Leveraging User-Diversity in Energy-Efficient Edge-Facilitated Collaborative Fog Computing.

2020 
Motivated by applications such as on-device collaborative neural network inference, this work investigates edge-facilitated collaborative fog computing - in which edge-devices collaborate with each other and with the edge of the network to complete a processing task - to augment the computing capabilities of individual edge-devices while optimizing the collaboration for energy-efficiency. Collaborative computing is modeled using the Map-Reduce distributed computing framework, consisting in two rounds of computations separated by a communication phase. The computing load is optimally distributed among the edge-devices, taking into account their diversity in term of computing and communications capabilities. In addition, edge-devices local parameters such as CPU clock frequency and RF transmit power are also optimized for energy-efficiency. The corresponding optimization problem can be shown to be convex and optimality conditions can be obtained through Lagrange duality theory. A waterfilling-like interpretation for the size of the computing load assigned to each edge-device is given. Numerical experiments demonstrate the benefits of the proposed optimal collaborative-computing scheme over various other schemes in several respects. Most notably, the proposed scheme exhibits increased probability of successfully dealing with heavier computations and/or smaller latency along with energy-efficiency gains of up to two orders of magnitude. Both improvements come from the scheme ability to optimally leverage edge-devices diversity.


Problem statement: Looking at the data that follows, count the lines containing the word "name" and write down only that count.
*** Dataset extract ***
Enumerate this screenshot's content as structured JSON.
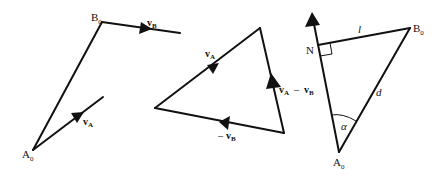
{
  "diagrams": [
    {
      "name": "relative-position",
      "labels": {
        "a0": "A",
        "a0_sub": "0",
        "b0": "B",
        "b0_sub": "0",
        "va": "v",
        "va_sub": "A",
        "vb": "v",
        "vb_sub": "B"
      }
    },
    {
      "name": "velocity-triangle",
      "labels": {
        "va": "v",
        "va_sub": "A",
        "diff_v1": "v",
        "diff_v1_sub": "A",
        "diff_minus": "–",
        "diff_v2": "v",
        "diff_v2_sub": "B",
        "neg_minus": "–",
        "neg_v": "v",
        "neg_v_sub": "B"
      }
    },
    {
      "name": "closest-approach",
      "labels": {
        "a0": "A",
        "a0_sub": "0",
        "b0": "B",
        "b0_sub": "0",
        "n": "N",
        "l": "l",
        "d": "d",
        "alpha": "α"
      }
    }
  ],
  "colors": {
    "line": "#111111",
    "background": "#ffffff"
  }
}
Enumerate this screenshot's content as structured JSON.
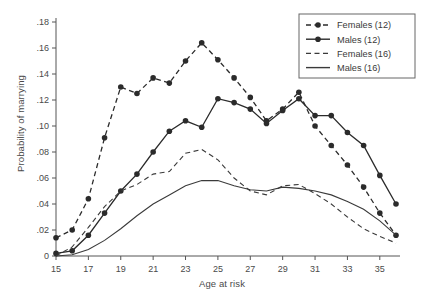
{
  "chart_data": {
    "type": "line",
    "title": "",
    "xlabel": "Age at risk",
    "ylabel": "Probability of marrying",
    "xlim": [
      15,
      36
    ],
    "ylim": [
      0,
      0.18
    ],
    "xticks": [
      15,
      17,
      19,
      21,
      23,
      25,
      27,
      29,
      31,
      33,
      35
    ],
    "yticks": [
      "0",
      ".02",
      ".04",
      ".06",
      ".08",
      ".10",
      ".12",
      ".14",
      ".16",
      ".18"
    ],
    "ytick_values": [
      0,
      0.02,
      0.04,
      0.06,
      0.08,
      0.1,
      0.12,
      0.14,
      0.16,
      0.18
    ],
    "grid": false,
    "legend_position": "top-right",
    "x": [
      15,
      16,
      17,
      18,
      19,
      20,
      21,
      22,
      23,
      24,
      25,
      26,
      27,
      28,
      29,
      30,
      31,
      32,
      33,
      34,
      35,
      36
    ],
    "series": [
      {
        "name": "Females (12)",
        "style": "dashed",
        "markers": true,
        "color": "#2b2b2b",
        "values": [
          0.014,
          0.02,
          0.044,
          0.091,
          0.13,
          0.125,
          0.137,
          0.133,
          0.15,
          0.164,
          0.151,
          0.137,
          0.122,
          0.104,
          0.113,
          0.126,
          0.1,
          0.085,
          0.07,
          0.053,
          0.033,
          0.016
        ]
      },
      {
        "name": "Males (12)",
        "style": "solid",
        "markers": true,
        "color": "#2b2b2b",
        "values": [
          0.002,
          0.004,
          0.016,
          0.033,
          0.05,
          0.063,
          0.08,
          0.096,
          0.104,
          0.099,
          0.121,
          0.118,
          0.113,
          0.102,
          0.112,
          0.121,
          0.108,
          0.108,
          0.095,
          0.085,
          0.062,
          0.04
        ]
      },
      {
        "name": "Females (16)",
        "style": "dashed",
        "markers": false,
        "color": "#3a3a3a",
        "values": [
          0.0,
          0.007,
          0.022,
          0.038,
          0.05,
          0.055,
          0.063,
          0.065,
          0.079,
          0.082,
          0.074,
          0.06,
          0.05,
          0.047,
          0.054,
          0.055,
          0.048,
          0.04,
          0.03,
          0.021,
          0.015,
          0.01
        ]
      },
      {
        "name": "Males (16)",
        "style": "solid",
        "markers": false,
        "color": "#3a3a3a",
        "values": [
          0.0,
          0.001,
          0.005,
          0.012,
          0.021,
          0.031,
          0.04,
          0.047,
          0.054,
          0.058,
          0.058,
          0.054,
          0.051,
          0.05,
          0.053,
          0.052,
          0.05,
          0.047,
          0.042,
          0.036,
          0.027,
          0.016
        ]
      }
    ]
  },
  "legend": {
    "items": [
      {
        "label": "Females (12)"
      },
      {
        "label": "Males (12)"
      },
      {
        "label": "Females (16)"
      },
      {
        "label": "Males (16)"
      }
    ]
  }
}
*** End of Dataset extract ***
Solution below: 7